In the first article we created a constructor called new that accepted a set of key-value pairs.

What if e would like to provide a user with an alternative way to instantiate an object? For example we would like to accept strings like '2013-11-23'?

We could somehow change the new method to notice when it only receives a single string and handle that case separately, but moving this into a separate method provides an opportunity to write cleaner code.

This is all the code we have to add to our Date.pm file from the example with stringification.

# YYYY-MM-DD
sub new_from_string {
    my ($class, $date_string) = @_;

    my ($year, $month, $day) = split /-/, $date_string;
    return $class->new(year => $year, month => $month, day => $day);
}

Then we can write the following code:

use strict;
use warnings;
use 5.010;

use FindBin;
use File::Spec;
use lib File::Spec->catdir($FindBin::Bin, '..', 'lib');
use My::Date;

my $d1 = My::Date->new(year => 2013, month => 1, day => 27);
say $d1;

my $d2 = My::Date->new_from_string('2013-1-28');
say $d2;

and we get the output:

Date(2013, 1, 27)
Date(2013, 1, 28)

Class method

The new_from_string is called a class-method as it is called on the class (My::Date) instead of on a specific instance (e.g. $d). Compare My::Date->new_from_string with My::Date->new and with $d->year. For the first two, the value on the left side of the arrow is the name of the class, for the third example, the value on the left hand side of the arrow is the instance object.
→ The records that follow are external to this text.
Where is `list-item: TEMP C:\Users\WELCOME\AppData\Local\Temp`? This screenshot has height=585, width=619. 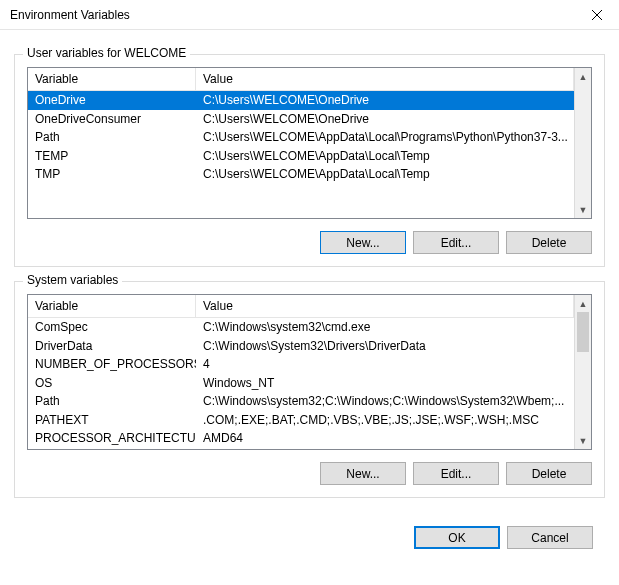
list-item: TEMP C:\Users\WELCOME\AppData\Local\Temp is located at coordinates (301, 156).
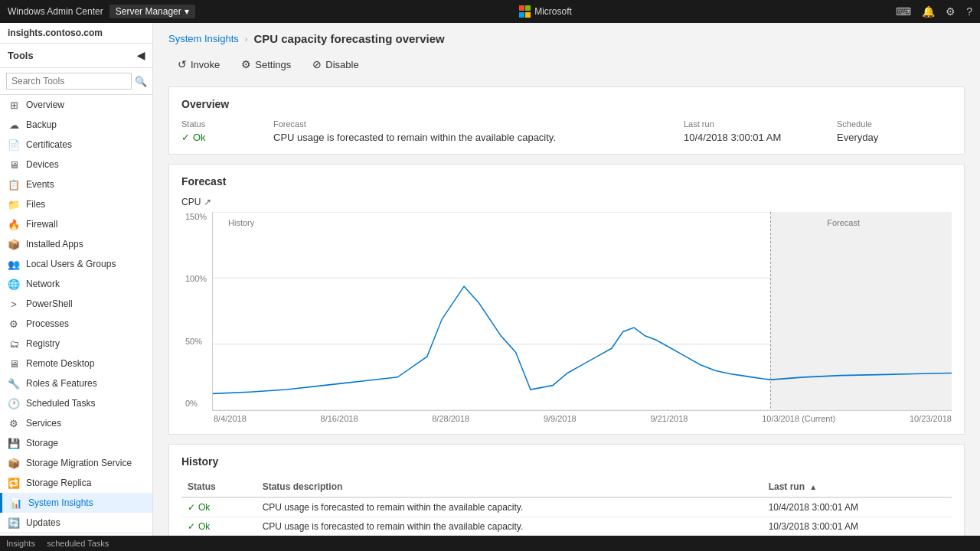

When perl runs a method with this arrow notation, it always passes the value from the left hand side of the string as the first parameter. In the case of the above use of new and new_from_string this will be the name of the class: My::Date

The actual method does not do much. It just splits the string it received and the calls the real constructor with the values in the format it expects them.

Avoiding calling the class method as object method

There is nothing in the above code that would stop us from calling the class-method on an instance object like this:

my $d3 = $d2->new_from_string('2001-2-3');
say $d3;
say $d3->year;

It will even work. Sort of. Incorrectly.

The output of the above code (if pasted at the end of the script earlier this article looks like this:

Date(2013, 1, 27)
Date(2013, 1, 28)
Date(2013, 1, 28)=HASH(0x7fba51827d58)
Can't locate object method "year" via package "Date(2013, 1, 28)" at bin/date.pl line 19

The new_from_string returned a strange something Date(2013, 1, 28)=HASH(0x7fba51827d58), but calling year really threw an exception.

Part of this strangeness comes from the fact that we have overloaded the stringification. If comment out the 2 lines starting with use overload and run the script again we get a different output:

My::Date=HASH(0x7fb92904f300)
My::Date=HASH(0x7fb928827c38)
Attempt to bless into a reference at ../lib/My/Date.pm line 7.

The first two lines were the regular string representations of two My::Date object. The third line is the exception we got when we tried to call bless passing a reference instead of a string (the name of the class).

In general we'd better avoid this situation. We can change the new_from_string function to make sure the variable $class is a string and not a blessed object.

use Carp qw(croak);
use Scalar::Util qw(blessed);

# YYYY-MM-DD
sub new_from_string {
    my ($class, $date_string) = @_;

    croak("new_from_string must be called on a class-name")
        if blessed $class;

    my ($year, $month, $day) = split /-/, $date_string;
    return $class->new(year => $year, month => $month, day => $day);
}

Date(2013, 1, 27)
Date(2013, 1, 28)
new_from_string must be called on a class-name at bin/date.pl line 17.

It still throws an exception, but this time we decide on the text, and if we used croak instead of die the user would even see the line where she called the new_from_string method and not where we detected the problem inside our class.